The surgery was only the beginning
Even after the transplant, no one knew why a seemingly healthy newborn had plunged into liver failure after a simple infection. Mount Sinai’s genetics team kept digging. Eventually, they found the answer in a scientific paper first published in 2023.

It was a mutation in a gene called DOCK11, an incredibly rare genetic glitch affecting how immune cells form and move.
“These are rarest of the cases. In fact, there’s no case of anybody being transplanted for this,” Florman said. “These kids generally die … It’s a brand-new class of genetic mutations that people are only just starting to understand.”
The DOCK11 mutation causes immune dysregulation, leaving patients vulnerable to overwhelming infections and runaway inflammation. In Dhruvan’s case, the urinary tract infection was the spark that set off his immune system and destroyed his liver.
The diagnosis also complicated his recovery. Transplant patients must take drugs that suppress the immune system to prevent rejection. The very system that, in his case, was already miswired.
Still, there was no alternative. “This was the kid’s only chance to be alive,” Florman said.
Months of setbacks and small victories
After surgery, Dhruvan returned to the NICU, his abdomen initially left open because the new liver was still too big. Tubes and lines snaked from his tiny body.

He went on to face complications including blood clots, an infection in his belly requiring repeat surgeries, massive swelling that made him appear almost double his size.
“He was very weak,” said Dr. Courtney Juliano, the system chief of the division of newborn medicine at Mount Sinai Kravis Children’s Hospital. “He required a breathing tube and a ventilator for a very prolonged period of time.”
Every morning, a large multidisciplinary team would crowd around his incubator.
“The hospital staff and nurse took care of him like their own baby,” Gopi said.
Adjusting to post-hospital life
After more than three months in the hospital, Dhruvan finally came home.
“When he was getting released, we were happy,” his father said. “OK, he is back home. But then it hits you hard. He’ll be on a lot of medicines, a lot of care is required every single day. And then the lifelong immune suppression.”

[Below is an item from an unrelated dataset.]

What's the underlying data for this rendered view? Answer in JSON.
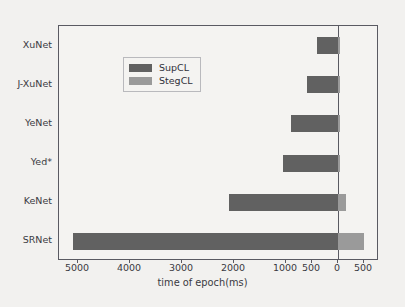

“We started with 11 medicines,” he added. “Morning and evening.”
Twice Dhruvan’s parents rushed him to the emergency room for FPIES, a severe gut reaction where his body violently rejects certain foods. But each time, he bounced back, tolerating foods that once made him desperately ill.
Stay in the present
“I’m not a person who used to pray to God every single day. But now I do,” Gopi said. “It changed his Mommy and definitely it changed us. We start having a lot of appreciation for what we already have.”
“Stay in the present — that’s what I started doing more,” he added. “Live in the moment.”
Their older son, who is 8, dotes on his little brother. The house is noisy again.
Dhruvan is already showing a stubborn streak. “

If I go by his crib, I have to lift him,” Gopi laughed. “Otherwise, he’ll shout, he’ll do silly things, like try to bump his head into the railing to say, ‘Hey, I’m here.’ He has his ways of getting things done.”
Back at Mount Sinai, the team that once fought to keep him alive now gets to enjoy the payoff.
“What we hope for is more than just survival. I want babies who are thriving, and he’s a great example of that,” said Juliano. “Each time his parents bring him back, he’s looking better, bigger, stronger, healthier, with less signs of what he went through.”
Eariler this month, Dhruvan, now 15 months old, was busy doing what toddlers do best when he made a return visit to Mount Sinai Hospital. Squirming, grabbing at his mother’s shoulders and protesting whenever anyone tried to put him down.
You wouldn’t know that beneath his T-shirt a long scar runs down his tiny belly, a reminder of the night last year when doctors weren’t sure he would live to see morning.
“Could there be anything more gratifying than seeing them a year later, running around like a normal kid?” said Florman, a year after operating on him. “Today, he looks like any normal 1-year-old kid.”